> [ASSIGNMENT]: Please, starting at the line that contains "reading: 0.88 ml", reproduce every line exactly until the records run out, skipping all pictures.
++++++
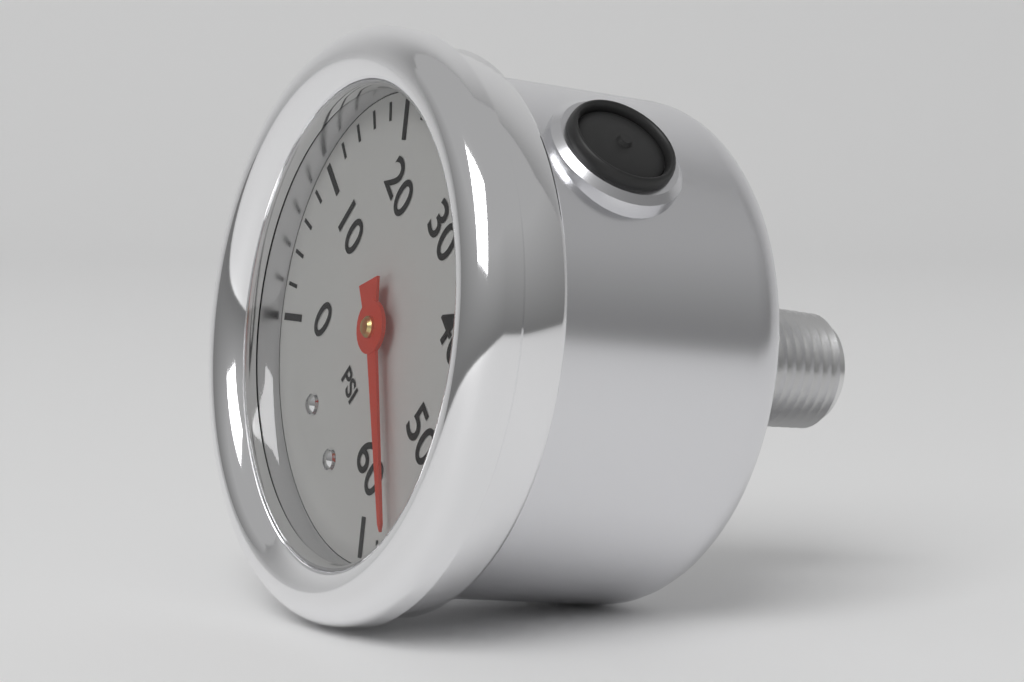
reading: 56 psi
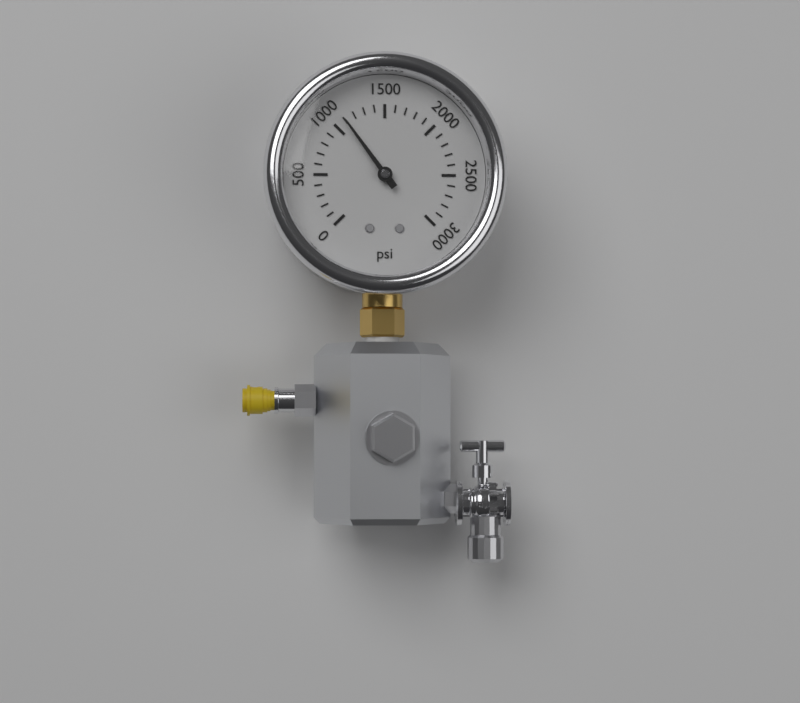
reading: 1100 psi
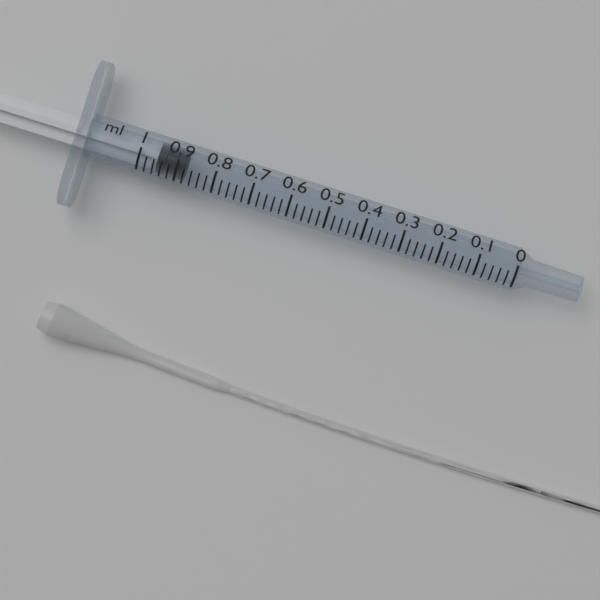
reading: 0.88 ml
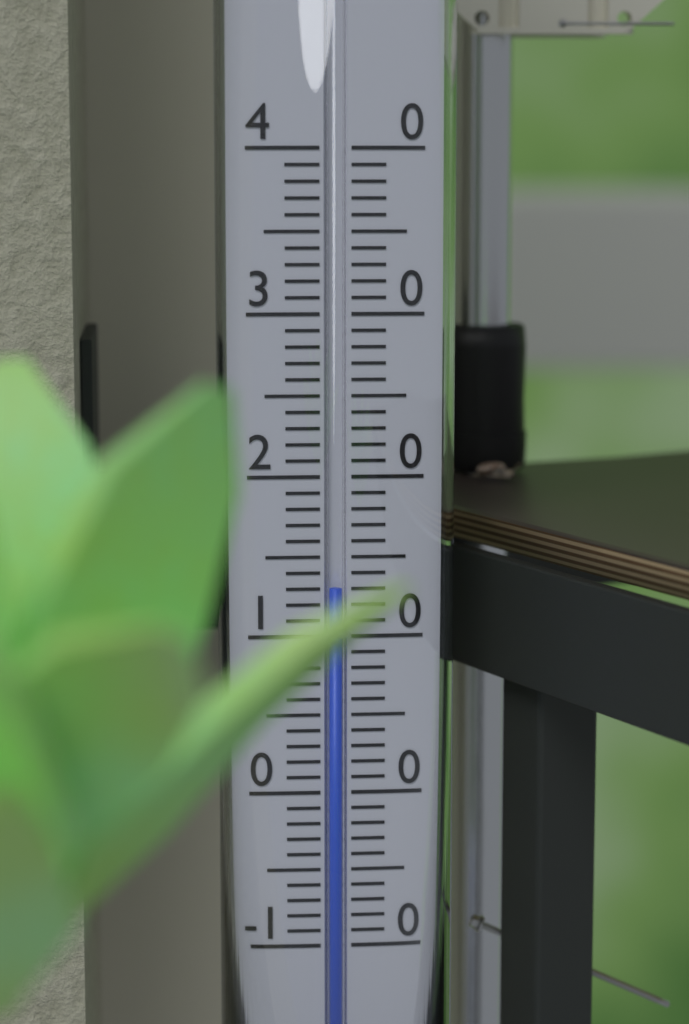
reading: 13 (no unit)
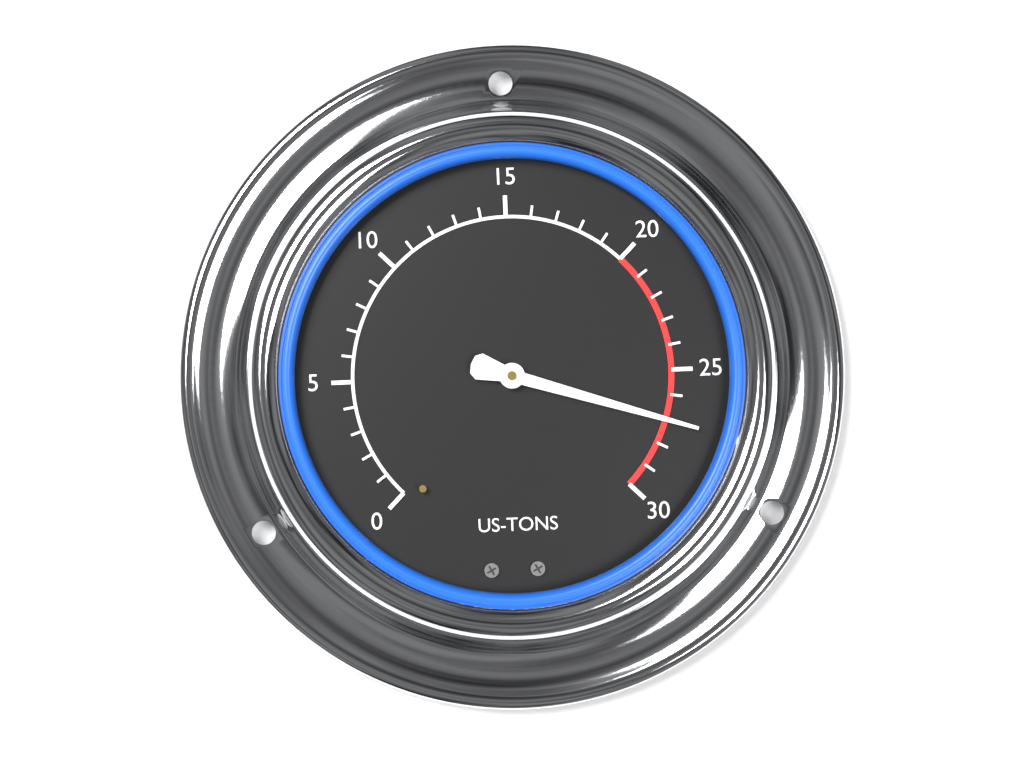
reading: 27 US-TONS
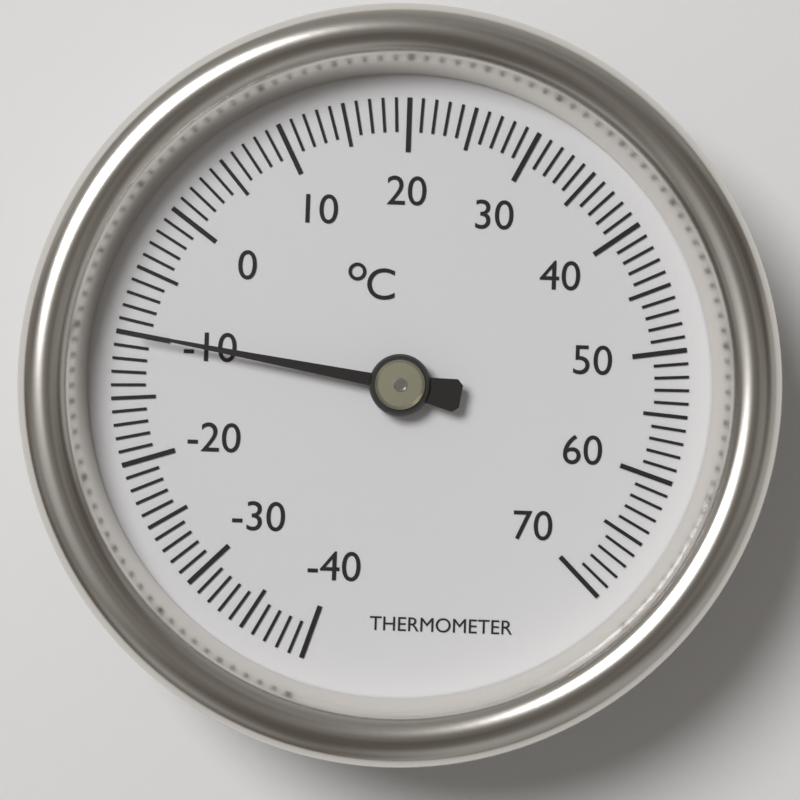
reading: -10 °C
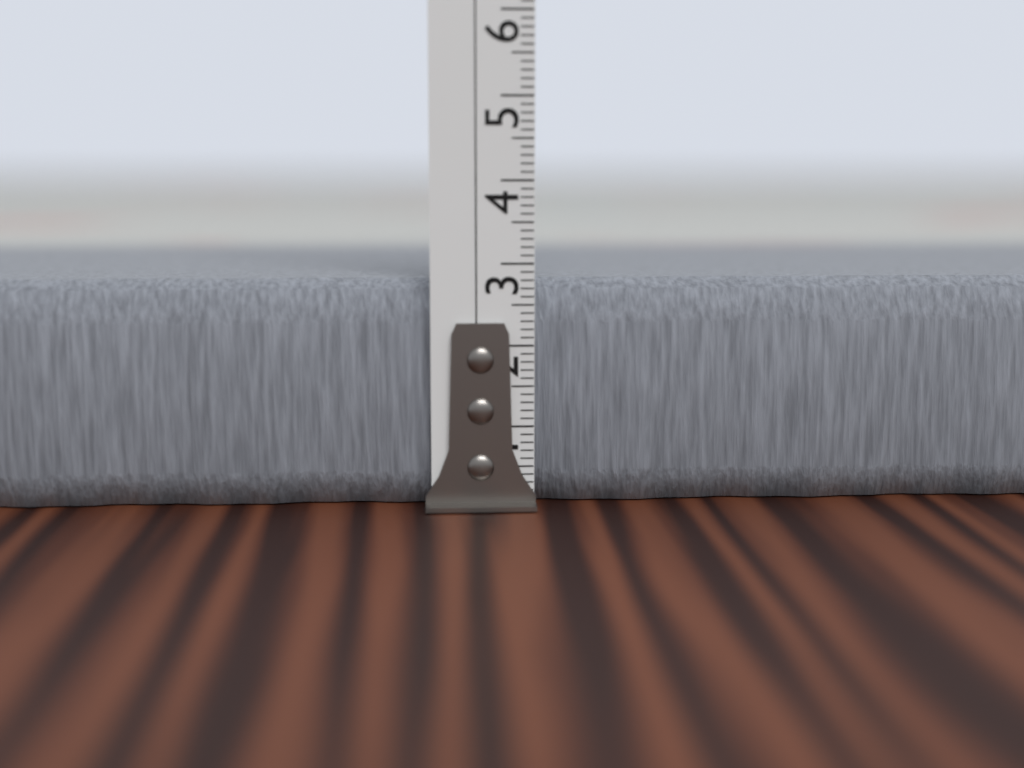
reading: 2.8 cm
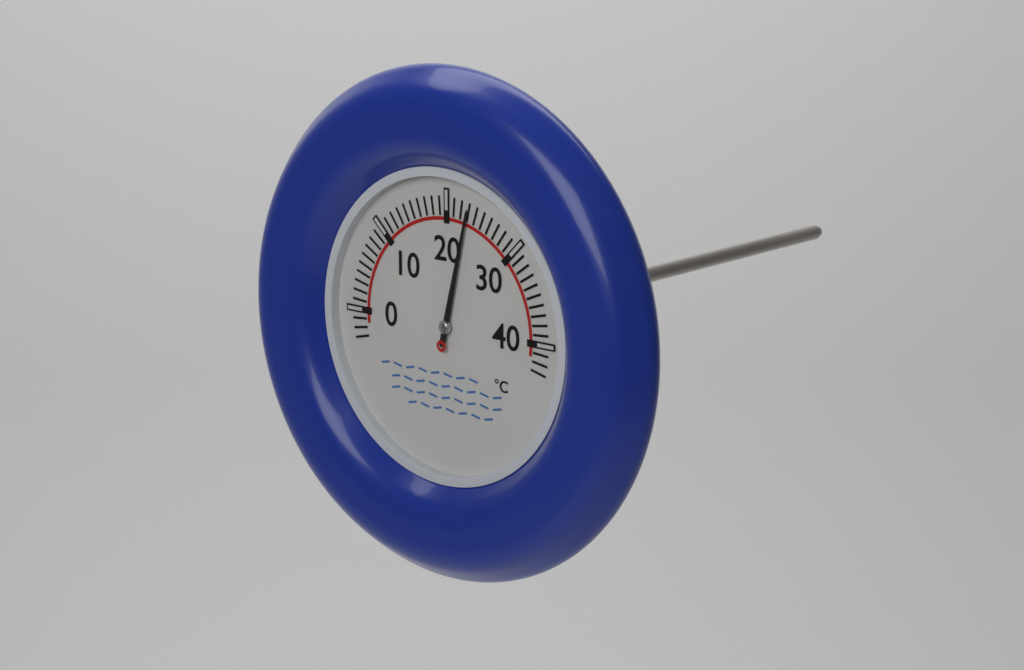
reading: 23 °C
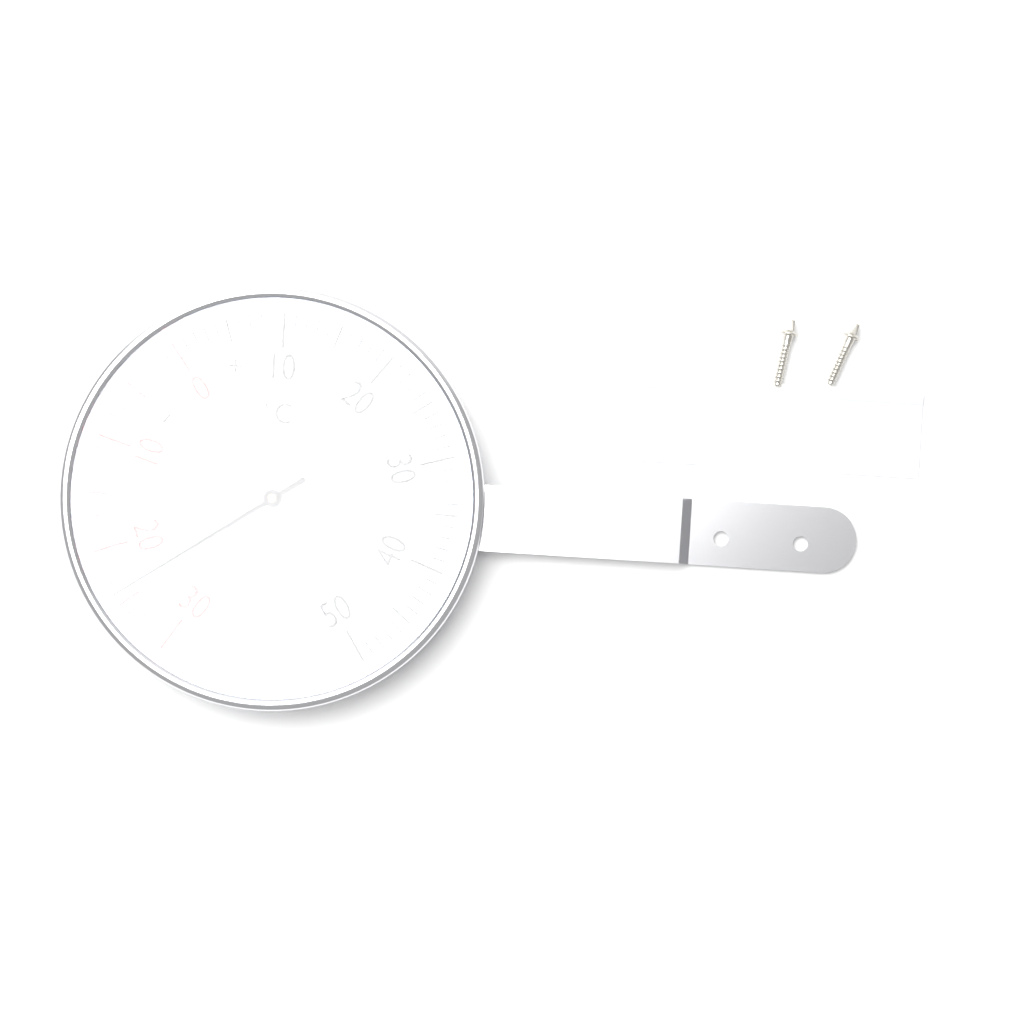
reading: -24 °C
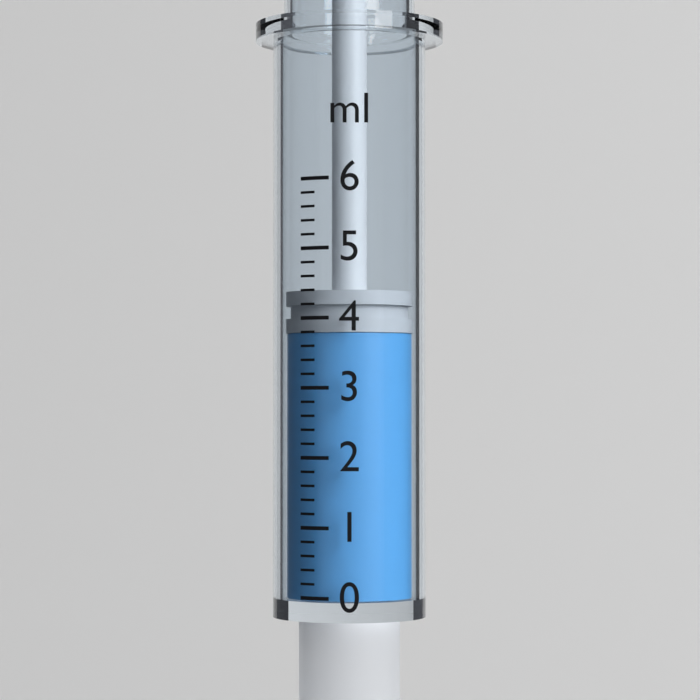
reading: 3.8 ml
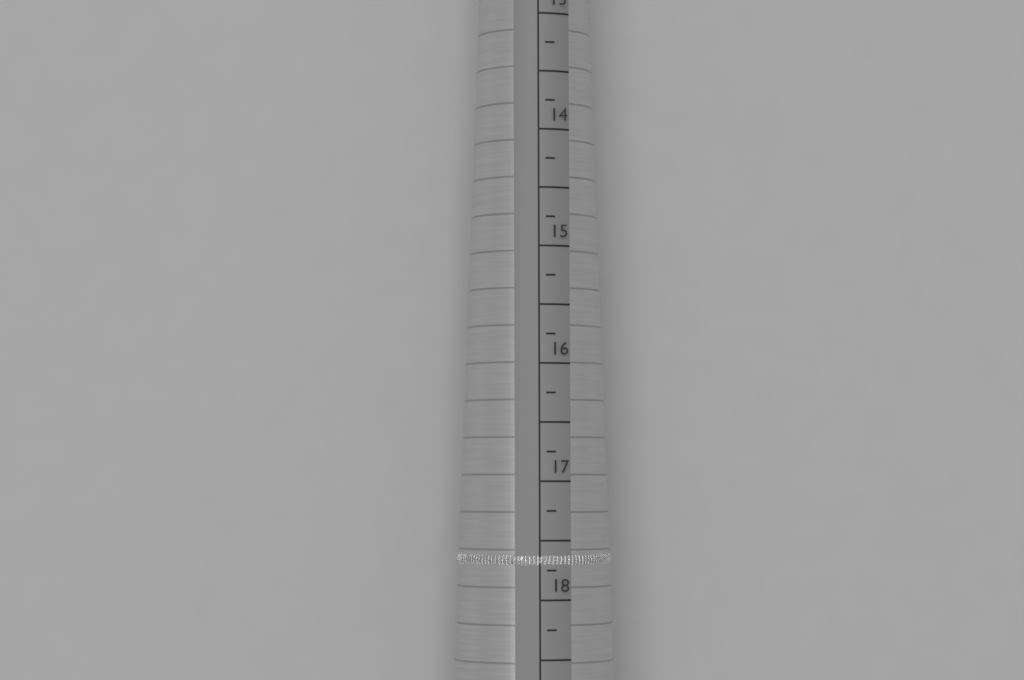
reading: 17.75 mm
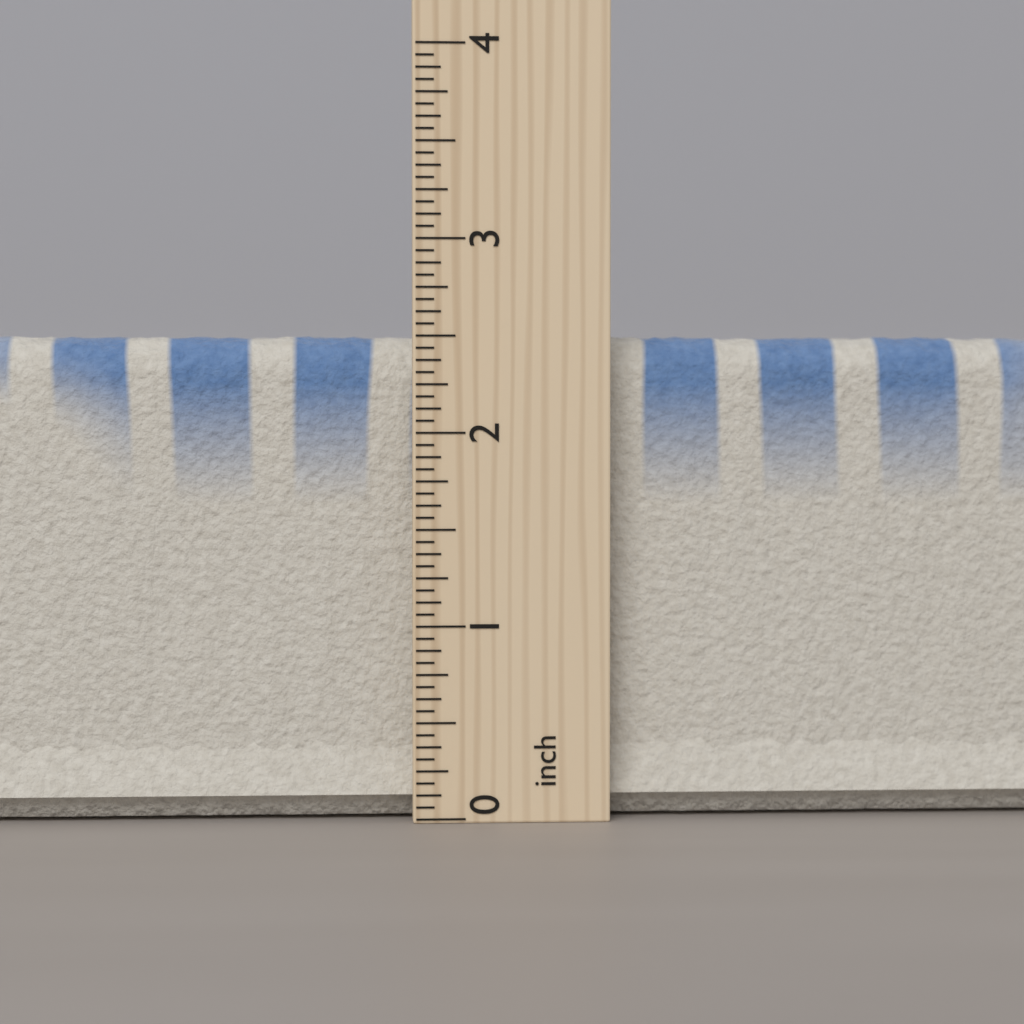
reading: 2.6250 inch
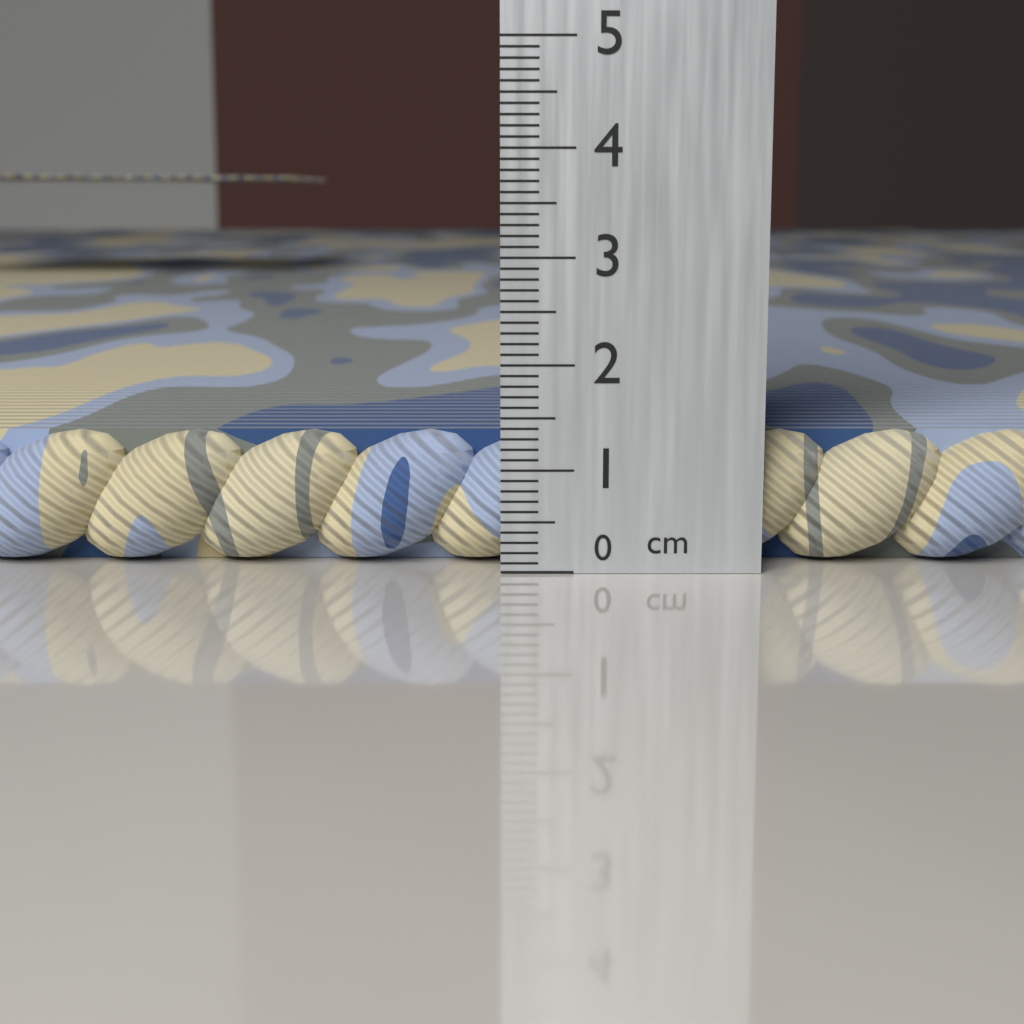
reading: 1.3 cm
++++++
> [ANSWER BOX]:
reading: 0.88 ml
reading: 13 (no unit)
reading: 27 US-TONS
reading: -10 °C
reading: 2.8 cm
reading: 23 °C
reading: -24 °C
reading: 3.8 ml
reading: 17.75 mm
reading: 2.6250 inch
reading: 1.3 cm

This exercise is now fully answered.